Jools oversaw the cavalry’s communal stores—which still included a vast amount of loot reappropriated from Bluedog, an unscrupulous moneylender they’d had dealings with. It was this fortune, along with Frida’s substantial gift of jungle temple treasure, that would fund the city construction. Jools directed everyone’s attention to columns of numbers that put his rail project well within their means.
“Public transit will cost money, but it will save money in the long run,” he assured them.

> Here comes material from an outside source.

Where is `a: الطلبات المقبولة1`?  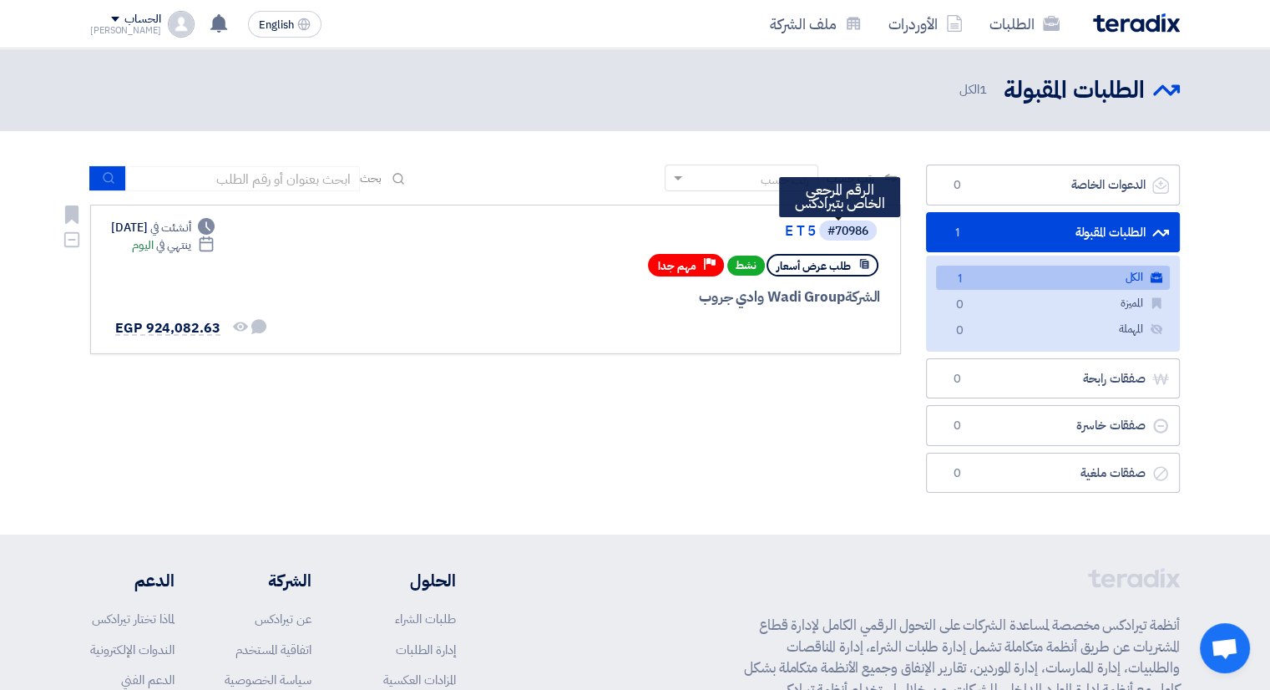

They accepted the proposal and took up defense issues, eventually considering where to site a base camp and stable for the cavalry and their mounts. Corporal Kim, the company horse master, suggested a lush valley in the foothills, just a few minutes on foot from the city gates. Rob respected Kim’s opinion and relied on her to care for, train, and outfit the battalion’s herd—their most powerful weapon.

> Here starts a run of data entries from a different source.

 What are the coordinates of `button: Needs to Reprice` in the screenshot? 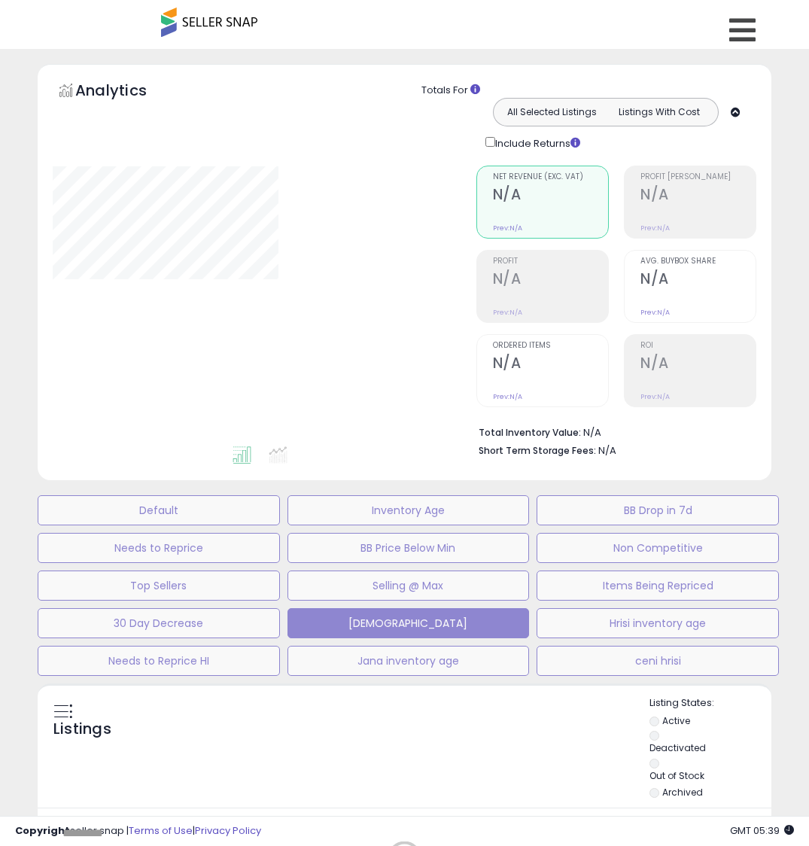 It's located at (159, 548).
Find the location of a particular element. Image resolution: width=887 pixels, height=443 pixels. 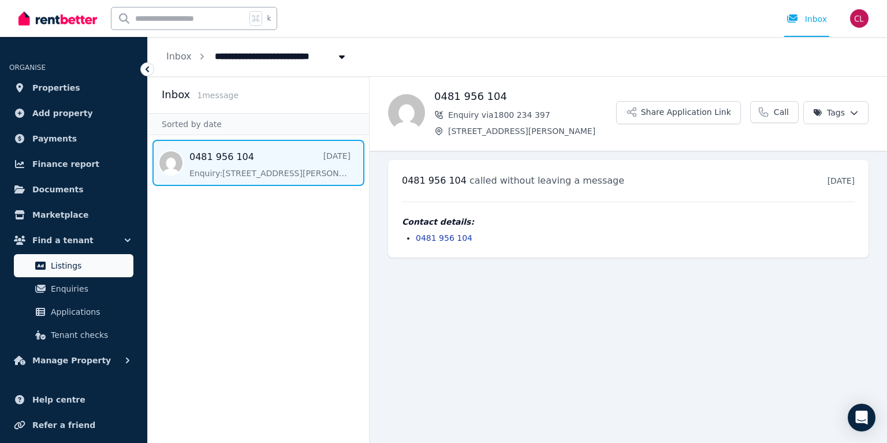

span: 1 message is located at coordinates (218, 95).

“We’ll be wanting more horsepower, though,” he said. “Incoming workers and travelers will need saddle and pack animals to go where the minecart system cannot reach.”
“And we should have fresh mounts in our stable,” tiny, pink-skinned Kim added. She pushed a pink leather cap back on her shiny black hair, causing her single golden earring to swing and catch the torchlight. “We’ve asked an awful lot of our horses,” she said, “and so far, we’ve been lucky. I’d like to restart my breeding program at my farm on the sunflower plains—bring in a manager who can supply us with new horseflesh in Beta as we need it.”
“Hear, hear, O bronc whisperer,” Frida endorsed the measure, using the talented horse master’s nickname.
“Seconded,” Jools confirmed. His palomino stallion’s deliberate manner wasn’t always suited to hectic combat. Extra mounts would be appreciated. “I do love my Beckett, but from time to time a racehorse would come in handy.”
Talk turned to iron golems, weapons, and the chain of command—all of which would be crucial in the city’s defense. Colonel M offered to donate a pair of golems from those he had recently imported to guard his Nether fortress. Sergeant Turner, the resident weapons expert, ran down a long list of blades and
other arms held in the company stockpile. His suggestion that he take over the battalion weapon inventories—“for safekeepin’”—was unanimously voted down.
“Keeping, perhaps,” said Jools.
Stormie nodded. “Safe, not so much.”
Turner had played fast and loose with company property one too many times. Rob only retained him as sergeant at arms for his intimate knowledge and application of weaponry.
Rob looked out the window of the shelter’s conference room and saw that the shadows had grown long outside. The battalion had been here for hours debating the subject. He got up and placed an extra torch on the wall. “What’s next, Judge?”
The jurist read from his agenda. “Section 2. What are the obstacles, and how shall we circumvent them?”
Everyone began talking at once:
“Bloodthirsty zombies!”
“Griefers’ll steal our building supplies.”
“Steal ’em? Heck, they’ll bomb our supply lines.”
“There could be an avalanche . . .”
“—a plague of silverfish . . .”
“—a terrible flood!”
The judge rapped the table with the flat of a wooden axe. “One at a time, people. One at a time!”
Colonel M added, “This matter may be critical to the success or failure of the project. Let us systematically discuss what might go wrong so we won’t be blindsided.”
Judge Tome backed up the colonel. “As we say in Latin, Estote parati. Be prepared, my friends. Or prepare for failure.”
Rob filed this approach away for future reference. The judge was a master at analyzing the game. The colonel knew just how to lead players where he wanted them to go. He had once confided to the fledgling cavalry commander that he understood more about men than about strategy, but Rob suspected that the two elements were connected. The old war veteran had shown him that preparing his troopers in advance developed their respect, which was worth more in the heat of battle than all weaponry combined.
Darkness fell and the moans of mobs rose outside. The group continued to brainstorm until they’d considered every potential problem that could arise from every possible source—players, mobs, griefers, and even Mother Nature. They were busy debating viable work-arounds when they heard a commotion outdoors.